Kerala's Guru Poojan Row: A Marxist Farce Unmasks Phony Secularism
This phony outrage isn't just a laugh—it's a glaring unmasking of a government that's anything but indigenous, dripping with hypocrisy while cloaked in a sham secular veil that the BJP is gleefully ripping apart.
Let's shred the red-tape nonsense. Guru Poojan, where students express gratitude and veneration to their teachers, is as old as the Vedas—rooted in a culture that bows to animate and inanimate alike, from living souls to nature's splendor. For millennia, Sanatanis have lived this ethos, thanking the cosmos daily, a practice now parroted by the West as some trendy 'gratitude movement."
Yet, these Kerala Marxists, with their imported ideologies, dare to deride it as regressive. Their gall is staggering in name-calling the spiritual and the Dharmic practices of the land. They howl it is modernity's enemy, peddling a deracinating delusion to divest Bharat of its soul. This isn't governance; it's the Chinese echo in red robes, hell-bent on uprooting our heritage while posing as progress.
Now, let's zoom in on the Marxist hypocrisy—it's a goldmine of double-dealing. Consider their own stalwart, VS Achuthanandan, who previously voiced concerns about Love Jihad, a topic closely linked to safeguarding cultural integrity. However, this self-proclaimed liberal commune proudly refers to the Bharatiya Janata Party (BJP) as a 'communal party"—a clear example of selective amnesia! And let's debunk the lie that 'Love Jihad" is a BJP or RSS invention; it was coined by K.T. Shankaran, then justice of Kerala High Court, in 2009, based on early concerns over forced conversions. The contradiction is profound!
Then there's the temple endowment heist: the government rakes in crores from Hindu temples, feasting on sacred funds, while its atheistic core spits on religion. No deity graces their pantheon, yet they dine on the faithful's offerings with a straight face. This fake secularism isn't a Kerala quirk—it's a plague in Indian politics, and the BJP's bold exposé is rattling these fraudsters to their bones.

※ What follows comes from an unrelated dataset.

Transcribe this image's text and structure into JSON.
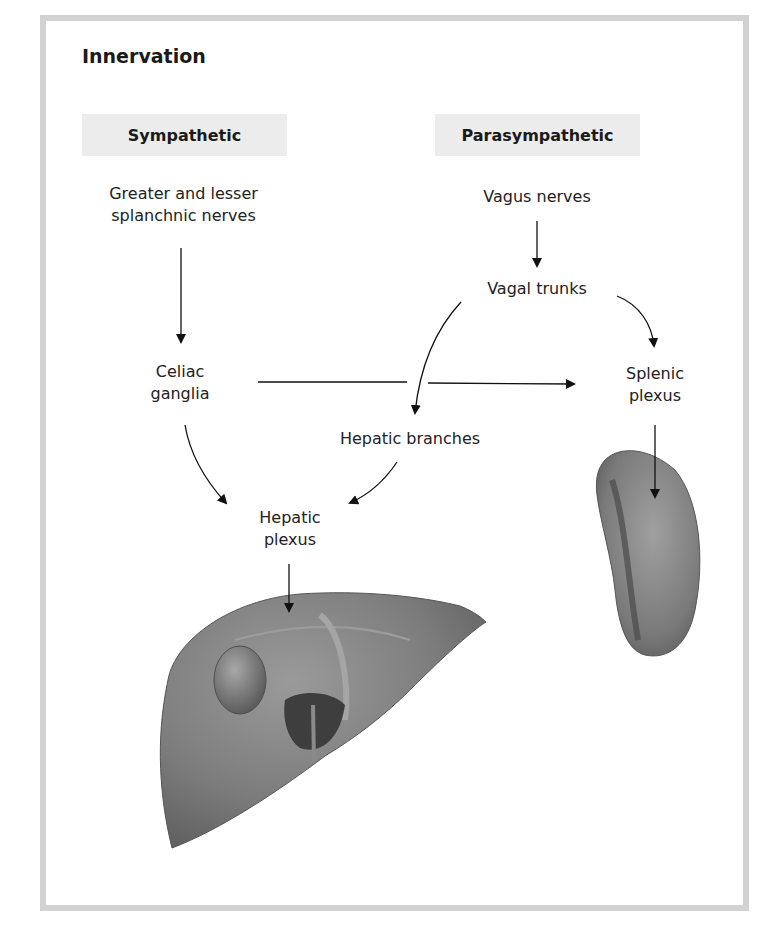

Dig deeper, and the stench thickens. The Adhikari Thesis, a communist relic, once brazenly pushed for Bharat's balkanization, dreaming of splintering this ancient land into petty fiefdoms. These same ideologues are now using 'unity" as a shield to attack a school ritual, displaying a level of hypocrisy so thick that it could be cut with a sickle.
Beyond Kerala, the Marxist playbook reeks of the same duplicity. In West Bengal, the 2007 Nandigram massacre saw farmers gunned down for resisting land grabs—equality with a body count, Marxist-style. In Tripura, communist cadres torched homes to enforce their writ, proving their 'people's rule" is thuggery with a manifesto. Kerala's hartal-happy enforcers mirror this, forcing a 'Bharat Bandh' that Bharat largely ignored, exposing their muscle over merit. Even their own leader, Achuthanandan, later distanced himself from the party line on Love Jihad, yet the government clings to denial, a classic case of ideological flip-flopping.

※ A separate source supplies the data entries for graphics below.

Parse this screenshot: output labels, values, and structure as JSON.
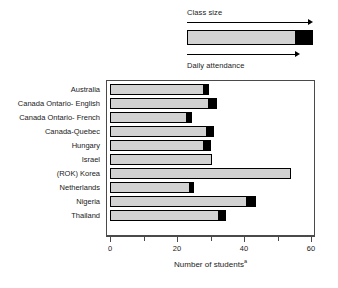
{
  "legend": {
    "top_label": "Class size",
    "bottom_label": "Daily attendance",
    "top_arrow_icon": "arrow-right-icon",
    "bottom_arrow_icon": "arrow-right-icon",
    "bar_fill_color": "#d2d2d2",
    "bar_tip_color": "#000000"
  },
  "axis": {
    "x_title": "Number of students",
    "x_title_superscript": "a",
    "tick_labels": [
      "0",
      "20",
      "40",
      "60"
    ]
  },
  "chart_data": {
    "type": "bar",
    "orientation": "horizontal",
    "title": "",
    "subtitle": "",
    "xlabel": "Number of students",
    "ylabel": "",
    "xlim": [
      0,
      60
    ],
    "xticks": [
      0,
      20,
      40,
      60
    ],
    "xminorticks": [
      10,
      30,
      50
    ],
    "grid": false,
    "legend_position": "above-plot",
    "legend_entries": [
      "Class size",
      "Daily attendance"
    ],
    "note": "Each bar shows daily attendance (grey) extending to class size (black tip at end).",
    "categories": [
      "Australia",
      "Canada Ontario-  English",
      "Canada Ontario-  French",
      "Canada-Quebec",
      "Hungary",
      "Israel",
      "(ROK) Korea",
      "Netherlands",
      "Nigeria",
      "Thailand"
    ],
    "series": [
      {
        "name": "Daily attendance",
        "color": "#d2d2d2",
        "values": [
          28,
          29.5,
          23,
          29,
          28,
          30.5,
          54,
          24,
          41,
          32.5
        ]
      },
      {
        "name": "Class size",
        "color": "#000000",
        "values": [
          29.5,
          32,
          24.5,
          31,
          30,
          30.5,
          54,
          25,
          43.5,
          34.5
        ]
      }
    ]
  }
}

The Guru Poojan row is a symptom of this deeper rot. When the Kerala Governor defended the ritual as cultural heritage, the communist chorus cried foul, pinning RSS agendas on him. But let's flip it: why is respecting a guru 'feudal" when Marxist leaders demand blind loyalty from their cadres? The contradiction is a comedy of errors—Marxism, with its Western lens, has long peddled the myth that spirituality and modernity can't mix. Bunkum! Bharat's rishis built Nalanda while Europe stumbled in the Dark Ages. This deracination agenda, a Marxist mirage, aims to erase our dharmic vanity, swapping it for a hollow materialism that alienates us from our essence. Their hypocrisy peaks when they mock Guru Poojan while pocketing temple gold—sacred funds funding their secular sermonising.
Globally, their cousins amplify this farce. China's atheist regime bans religion, Cuba's communist utopia crumbles with no faith to lean on, yet Kerala's Left plays a softer game—co-opting Hindu symbols for votes, then trashing them when convenient. Le Monde once dubbed Kerala's communism 'tropical," a quirky mashup of Marx and Krishna, but it's a sham alliance—embraced for ballots, ditched for dogma. The Guru Poojan row is their latest betrayal, a slap to a culture that weathered invasions, only to be judged by ideologues who'd rather genuflect to foreign theorists than honor local traditions.
advetisement
The BJP's rise in the public psyche is shaking this farcical show. PM Narendra Modi's blend of development (Vikas) and dharmic pride (Virasat) exposes the Left's hollow secularism. The Kerala government's knee-jerk reaction—ordering probes into a school ritual—smacks of desperation, if not vexation. From hounding Asianet reporters exposing college scams to muzzling temple boards, this regime thrives on control, not conscience. Their Marxist hypocrisy isn't just a Kerala flaw—it's a national embarrassment, and the BJP's unapologetic stance is the mirror they dread.